1️⃣1️⃣ (Part A) Eliminate work standards (quotas) on the factory floor. Substitute leadership.

1️⃣1️⃣ (Part B) Eliminate management by objective. Eliminate management by numbers, numerical goals. Substitute leadership.

Leaders need to focus on and measure outcomes over outputs to deliver value. Outcomes are what the business wants or needs to achieve from the product or service they bring to the market, and outputs are the actions that contribute to achieving those outcomes.

Outputs are generally quantitative, with data available to show whether those have been delivered, and they are easy to report on and validate. However, outputs are also easily gamed and may not always be defined correctly, intentionally or unintentionally.

Outcomes can be both qualitative and quantitative. Instead of just thinking of outcomes and outputs, a good approach that has benefited many is using OKRs. Defining outcomes and key results in a structured way with the teams helps leadership translate their intent into actions at the team level.

OKRs help measure things that matter (Measure What Matters — OKRs | LinkedIn)

1️⃣2️⃣ (Part A) Remove barriers that rob the hourly worker of his right to pride of workmanship. The responsibility of supervisors must be changed from sheer numbers to quality.
1️⃣2️⃣ (Part B) Remove barriers that rob people in management and in engineering of their right to pride of workmanship. This means, inter alia, abolishment of the annual or merit rating and of management by objective (see chapter 3).

Employee productivity continues to be a favourite management metric. However, it is such a flawed one. That productivity is often targeted by the classic carrots and stick approach, and research shows that this does not work. With this extrinsic motivation approach, the satisfaction of doing a job well can often get lost in the drive for praise and promotion.

On the other hand, intrinsic motivation works better. People are self-motivated because they have the freedom to do the work they enjoy and are passionate about. The three drivers of autonomy, mastery and purpose allow better leverage for managers to inspire their teams to excellence and have pride in their work. (Three Things that Actually Motivate Employees | hbr.org)

A leader's ultimate goal should be to create an environment where their teams bring their best self to work.

1️⃣3️⃣ Institute a vigorous program of education and self-improvement.

Learning and training are different. Employees can be trained on skills, but they learn how to apply those skills for business outcomes on the job and with self-effort. Fostering a learning culture in the workplace encourages employees to go beyond formal training and gain skills that make them better with each passing day.

A learning culture is an environment that demonstrates and encourages individual and organizational learning. It is a culture where gaining and sharing knowledge is prioritized, valued, and rewarded. It becomes part of the ecosystem of the organization. (Source)

Research from LinkedIn shows that half of today's most in-demand skills weren't even on the list three years ago. So fostering a learning culture is of paramount importance (4 Ways to Create a Learning Culture on Your Team | hbr.org).

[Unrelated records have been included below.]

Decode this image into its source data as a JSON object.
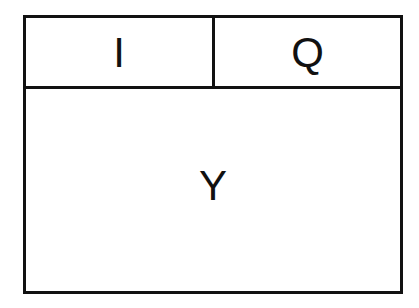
{
  "diagram": {
    "type": "block-layout",
    "cells": {
      "top_left": {
        "label": "I"
      },
      "top_right": {
        "label": "Q"
      },
      "bottom": {
        "label": "Y"
      }
    },
    "colors": {
      "line": "#111111",
      "background": "#ffffff",
      "text": "#111111"
    }
  }
}
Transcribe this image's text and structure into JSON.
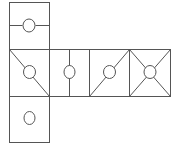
{
  "diagram": {
    "type": "cube-net",
    "stroke_color": "#555555",
    "background": "#ffffff",
    "faces": [
      {
        "id": "top",
        "pattern": "horizontal-midline-with-circle"
      },
      {
        "id": "row-1",
        "pattern": "diagonal-topleft-to-bottomright-with-circle"
      },
      {
        "id": "row-2",
        "pattern": "vertical-midline-with-circle"
      },
      {
        "id": "row-3",
        "pattern": "diagonal-bottomleft-to-topright-with-circle"
      },
      {
        "id": "row-4",
        "pattern": "both-diagonals-with-circle"
      },
      {
        "id": "bottom",
        "pattern": "circle-only"
      }
    ]
  }
}
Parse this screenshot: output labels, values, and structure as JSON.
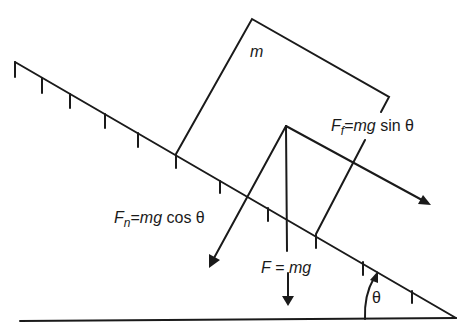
{
  "diagram": {
    "colors": {
      "stroke": "#1a1a1a",
      "background": "#ffffff"
    },
    "labels": {
      "mass": "m",
      "friction": {
        "symbol": "F",
        "subscript": "f",
        "equals": "=",
        "expr_italic": "mg",
        "expr_rest": " sin θ"
      },
      "normal": {
        "symbol": "F",
        "subscript": "n",
        "equals": "=",
        "expr_italic": "mg",
        "expr_rest": " cos θ"
      },
      "gravity": {
        "symbol": "F",
        "equals": " = ",
        "expr_italic": "mg"
      },
      "angle": "θ"
    },
    "elements": [
      "inclined-plane",
      "ground-line",
      "block",
      "normal-force-arrow",
      "gravity-force-line",
      "gravity-force-arrow",
      "friction-force-arrow",
      "angle-arc"
    ]
  }
}
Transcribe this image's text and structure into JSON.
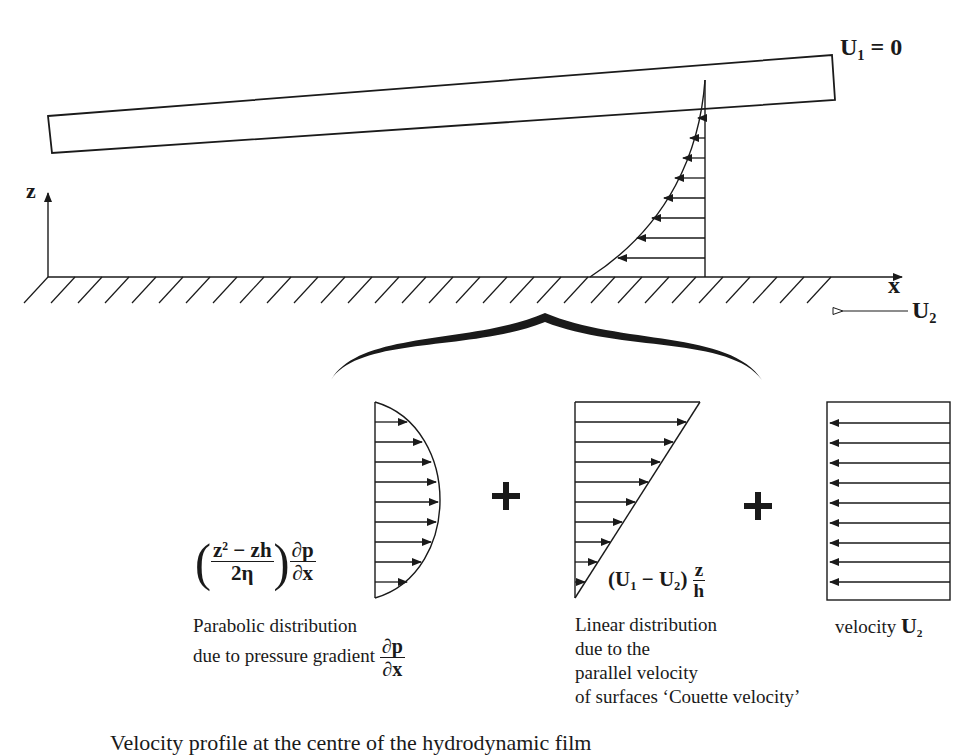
{
  "diagram": {
    "top_surface": {
      "label_var": "U",
      "label_sub": "1",
      "label_rest": " = 0"
    },
    "axes": {
      "z_label": "z",
      "x_label": "x"
    },
    "bottom_surface": {
      "velocity_var": "U",
      "velocity_sub": "2"
    },
    "components": [
      {
        "name": "parabolic",
        "formula": {
          "num_a": "z",
          "num_sup": "2",
          "num_b": " − zh",
          "den": "2η",
          "grad_num": "∂p",
          "grad_den": "∂x"
        },
        "caption_line1": "Parabolic distribution",
        "caption_line2": "due to pressure gradient",
        "caption_grad_num": "∂p",
        "caption_grad_den": "∂x",
        "arrow_count": 9,
        "arrow_direction": "right"
      },
      {
        "name": "linear",
        "formula": {
          "open": "(U",
          "sub1": "1",
          "mid": " − U",
          "sub2": "2",
          "close": ")",
          "frac_num": "z",
          "frac_den": "h"
        },
        "caption_lines": [
          "Linear distribution",
          "due to the",
          "parallel velocity",
          "of surfaces ‘Couette velocity’"
        ],
        "arrow_count": 9,
        "arrow_direction": "right"
      },
      {
        "name": "uniform",
        "caption_prefix": "velocity ",
        "caption_var": "U",
        "caption_sub": "2",
        "arrow_count": 9,
        "arrow_direction": "left"
      }
    ],
    "operators": [
      "+",
      "+"
    ],
    "figure_caption": "Velocity profile at the centre of the hydrodynamic film"
  }
}
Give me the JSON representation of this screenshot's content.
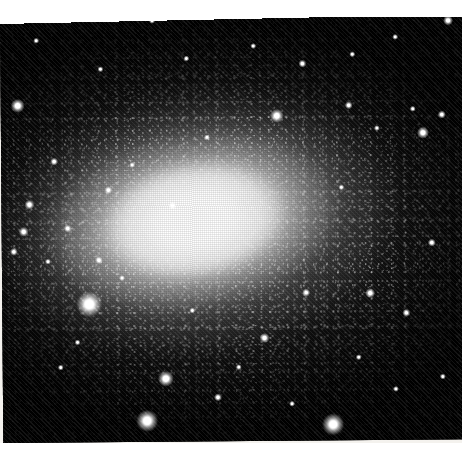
{
  "image": {
    "kind": "astronomical-photographic-plate-scan",
    "subject": "resolved dwarf elliptical galaxy",
    "orientation_note": "plate slightly rotated counter-clockwise within the scan",
    "palette": {
      "sky_black": "#050505",
      "galaxy_core_white": "#ffffff",
      "halo_grey": "#9b9b9b",
      "paper_white": "#ffffff",
      "paper_offwhite": "#f4f2ee"
    },
    "frame": {
      "plate_left": 0,
      "plate_top": 16,
      "plate_width": 462,
      "plate_height": 427,
      "margin_top_px": 17,
      "margin_right_px": 14,
      "margin_bottom_px": 16,
      "plate_rotation_deg": -0.45
    },
    "galaxy": {
      "center_x": 212,
      "center_y": 234,
      "major_axis_px": 600,
      "minor_axis_px": 390,
      "position_angle_deg": -9,
      "core_major_px": 186,
      "core_minor_px": 116,
      "axis_ratio": 0.65,
      "description": "smooth elliptical light distribution resolved into countless faint stars, saturated white nucleus fading through grey halo into black sky"
    },
    "stars": [
      {
        "x": 87,
        "y": 305,
        "r": 13,
        "name": "bright-star-left"
      },
      {
        "x": 144,
        "y": 422,
        "r": 11,
        "name": "bright-star-lower-left"
      },
      {
        "x": 163,
        "y": 380,
        "r": 8,
        "name": "star-lower-left-upper"
      },
      {
        "x": 330,
        "y": 427,
        "r": 11,
        "name": "bright-star-bottom"
      },
      {
        "x": 215,
        "y": 399,
        "r": 4,
        "name": "star-bottom-center"
      },
      {
        "x": 262,
        "y": 340,
        "r": 5,
        "name": "star-lower-center"
      },
      {
        "x": 304,
        "y": 295,
        "r": 4,
        "name": "star-right-of-core"
      },
      {
        "x": 368,
        "y": 296,
        "r": 5,
        "name": "star-mid-right"
      },
      {
        "x": 404,
        "y": 316,
        "r": 4,
        "name": "star-right"
      },
      {
        "x": 430,
        "y": 246,
        "r": 4,
        "name": "star-far-right"
      },
      {
        "x": 422,
        "y": 136,
        "r": 6,
        "name": "star-upper-right-bright"
      },
      {
        "x": 441,
        "y": 118,
        "r": 4,
        "name": "star-upper-right-b"
      },
      {
        "x": 412,
        "y": 112,
        "r": 3,
        "name": "star-upper-right-c"
      },
      {
        "x": 376,
        "y": 131,
        "r": 3,
        "name": "star-upper-right-d"
      },
      {
        "x": 348,
        "y": 108,
        "r": 4,
        "name": "star-upper-mid-right"
      },
      {
        "x": 276,
        "y": 118,
        "r": 7,
        "name": "star-upper-center-bright"
      },
      {
        "x": 302,
        "y": 66,
        "r": 4,
        "name": "star-top-center"
      },
      {
        "x": 253,
        "y": 48,
        "r": 3,
        "name": "star-top-center-b"
      },
      {
        "x": 352,
        "y": 57,
        "r": 3,
        "name": "star-top-right"
      },
      {
        "x": 395,
        "y": 40,
        "r": 3,
        "name": "star-top-right-b"
      },
      {
        "x": 448,
        "y": 24,
        "r": 5,
        "name": "star-top-corner"
      },
      {
        "x": 152,
        "y": 22,
        "r": 3,
        "name": "star-top-left"
      },
      {
        "x": 36,
        "y": 41,
        "r": 3,
        "name": "star-top-far-left"
      },
      {
        "x": 17,
        "y": 106,
        "r": 7,
        "name": "star-left-upper"
      },
      {
        "x": 53,
        "y": 162,
        "r": 4,
        "name": "star-left-mid"
      },
      {
        "x": 28,
        "y": 205,
        "r": 5,
        "name": "star-left-b"
      },
      {
        "x": 22,
        "y": 232,
        "r": 5,
        "name": "star-left-c"
      },
      {
        "x": 12,
        "y": 252,
        "r": 4,
        "name": "star-left-d"
      },
      {
        "x": 66,
        "y": 229,
        "r": 4,
        "name": "star-left-inner"
      },
      {
        "x": 46,
        "y": 262,
        "r": 3,
        "name": "star-left-e"
      },
      {
        "x": 107,
        "y": 191,
        "r": 4,
        "name": "star-halo-left"
      },
      {
        "x": 131,
        "y": 166,
        "r": 3,
        "name": "star-halo-left-b"
      },
      {
        "x": 97,
        "y": 261,
        "r": 4,
        "name": "star-halo-lower-left"
      },
      {
        "x": 120,
        "y": 279,
        "r": 3,
        "name": "star-halo-lower-left-b"
      },
      {
        "x": 190,
        "y": 312,
        "r": 3,
        "name": "star-halo-bottom"
      },
      {
        "x": 236,
        "y": 369,
        "r": 3,
        "name": "star-bottom-b"
      },
      {
        "x": 58,
        "y": 368,
        "r": 3,
        "name": "star-lower-left-c"
      },
      {
        "x": 75,
        "y": 343,
        "r": 3,
        "name": "star-lower-left-d"
      },
      {
        "x": 289,
        "y": 406,
        "r": 3,
        "name": "star-bottom-c"
      },
      {
        "x": 393,
        "y": 392,
        "r": 3,
        "name": "star-bottom-right"
      },
      {
        "x": 356,
        "y": 360,
        "r": 3,
        "name": "star-lower-right"
      },
      {
        "x": 440,
        "y": 380,
        "r": 3,
        "name": "star-bottom-right-b"
      },
      {
        "x": 206,
        "y": 139,
        "r": 3,
        "name": "star-in-halo-top"
      },
      {
        "x": 171,
        "y": 207,
        "r": 4,
        "name": "dark-knot-near-core"
      },
      {
        "x": 340,
        "y": 190,
        "r": 3,
        "name": "star-in-halo-right"
      },
      {
        "x": 186,
        "y": 60,
        "r": 3,
        "name": "star-top-left-b"
      },
      {
        "x": 100,
        "y": 70,
        "r": 3,
        "name": "star-top-left-c"
      }
    ]
  }
}
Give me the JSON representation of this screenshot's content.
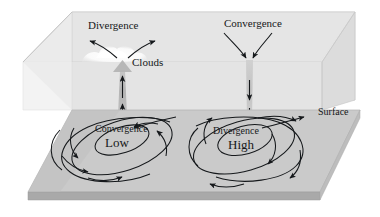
{
  "figure": {
    "type": "diagram",
    "width": 380,
    "height": 217
  },
  "labels": {
    "divergence_top": "Divergence",
    "convergence_top": "Convergence",
    "clouds": "Clouds",
    "surface": "Surface",
    "convergence_low": "Convergence",
    "low": "Low",
    "divergence_high": "Divergence",
    "high": "High"
  },
  "colors": {
    "background": "#ffffff",
    "box_top_face": "#e0e0e0",
    "box_back_face": "#e7e7e7",
    "box_left_face": "#eeeeee",
    "ground_top": "#c9c9c9",
    "ground_front_edge": "#a9a9a9",
    "ground_side_edge": "#bcbcbc",
    "outline": "#b4b4b4",
    "arrow": "#15181b",
    "updraft_column": "#b0b0b0",
    "downdraft_column": "#c0c0c0",
    "cloud": "#f6f6f6",
    "text": "#16181a"
  },
  "elements": {
    "upper_box": "transparent grey slab representing the atmosphere above the surface",
    "ground_slab": "grey parallelogram slab representing the earth surface",
    "updraft": "wide tapered vertical arrow rising from the Low toward the cloud",
    "downdraft": "narrow vertical arrow descending from aloft into the High",
    "cloud_puff": "white billowy cloud at the top of the updraft",
    "low_spiral": "counterclockwise inward spiral around the Low",
    "high_spiral": "clockwise outward spiral around the High",
    "aloft_divergence_arrows": "pair of arrows spreading outward above the Low",
    "aloft_convergence_arrows": "pair of arrows converging inward above the High"
  }
}
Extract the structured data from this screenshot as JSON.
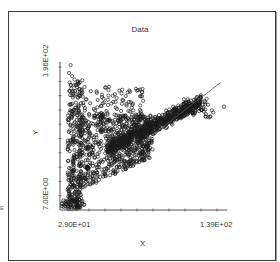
{
  "chart_data": {
    "type": "scatter",
    "title": "Data",
    "xlabel": "X",
    "ylabel": "Y",
    "x_tick_labels": [
      "2.90E+01",
      "1.39E+02"
    ],
    "y_tick_labels": [
      "7.00E+00",
      "1.96E+02"
    ],
    "xlim": [
      29,
      139
    ],
    "ylim": [
      7,
      196
    ],
    "grid": false,
    "legend": null,
    "marker": "open-circle",
    "regression_line": {
      "x": [
        33,
        135
      ],
      "y": [
        18,
        170
      ]
    },
    "outliers": [
      {
        "x": 137,
        "y": 139
      },
      {
        "x": 36,
        "y": 192
      },
      {
        "x": 35,
        "y": 182
      },
      {
        "x": 37,
        "y": 178
      }
    ],
    "clusters": [
      {
        "name": "low-dense",
        "x": [
          30,
          45
        ],
        "y": [
          8,
          20
        ],
        "count": 70
      },
      {
        "name": "vertical-spike",
        "x": [
          34,
          43
        ],
        "y": [
          20,
          175
        ],
        "count": 260
      },
      {
        "name": "main-body",
        "x": [
          42,
          90
        ],
        "y": [
          50,
          130
        ],
        "count": 700
      },
      {
        "name": "diagonal-band",
        "x": [
          60,
          122
        ],
        "y": [
          85,
          145
        ],
        "count": 650
      },
      {
        "name": "upper-scatter",
        "x": [
          40,
          85
        ],
        "y": [
          120,
          165
        ],
        "count": 110
      },
      {
        "name": "right-tail",
        "x": [
          110,
          130
        ],
        "y": [
          125,
          150
        ],
        "count": 40
      }
    ],
    "plot_area_px": {
      "left": 60,
      "top": 62,
      "right": 227,
      "bottom": 210
    },
    "x_tick_count": 10,
    "y_tick_count": 10
  },
  "chart": {
    "title": "Data",
    "x_label": "X",
    "y_label": "Y",
    "x_min_label": "2.90E+01",
    "x_max_label": "1.39E+02",
    "y_min_label": "7.00E+00",
    "y_max_label": "1.96E+02",
    "side_mark": "E"
  },
  "colors": {
    "background": "#ffffff",
    "frame": "#3a3a3a",
    "axis": "#555555",
    "marker": "#1a1a1a",
    "regression_line": "#555555"
  }
}
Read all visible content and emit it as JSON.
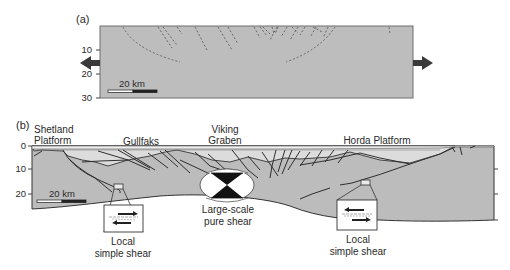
{
  "panel_a": {
    "tag": "(a)",
    "y_ticks": [
      "10",
      "20",
      "30"
    ],
    "scale_bar": "20 km",
    "arrows": [
      "extension-left",
      "extension-right"
    ],
    "fill_color": "#bdbdbd"
  },
  "panel_b": {
    "tag": "(b)",
    "y_ticks": [
      "0",
      "10",
      "20"
    ],
    "scale_bar": "20 km",
    "region_labels": {
      "shetland_line1": "Shetland",
      "shetland_line2": "Platform",
      "gullfaks": "Gullfaks",
      "viking_line1": "Viking",
      "viking_line2": "Graben",
      "horda": "Horda Platform"
    },
    "callouts": {
      "left_line1": "Local",
      "left_line2": "simple shear",
      "center_line1": "Large-scale",
      "center_line2": "pure shear",
      "right_line1": "Local",
      "right_line2": "simple shear"
    },
    "colors": {
      "crust": "#bcbcbc",
      "sediments": "#dcdcdc",
      "top_layer": "#eeeeee",
      "lines": "#333333"
    }
  }
}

1️⃣4️⃣ Put everybody in the company to work to accomplish the transformation. The transformation is everybody’s job

We live in an age of digital transformation. The top three digital transformation trends include change management, growing cloud migration, and advanced technology like Artificial Intelligence, Machine Learning (Top 9 Digital Transformation Trends in 2023 (theecmconsultant.com).

These changes impact everyone in the organisation, not just production operations but even front office operations, Sales, HR and more. Everyone will need to play their part for an organisation to remain truly competitive and resilient, and the transformation has to be everybody's job.

The Wrap

At the end of a long piece, I would say Deming's 14 points are as relevant in 2023 as they were in 1982. Leaders will only gain from thoroughly appreciating these points and using them as they lead increasingly complex organisations.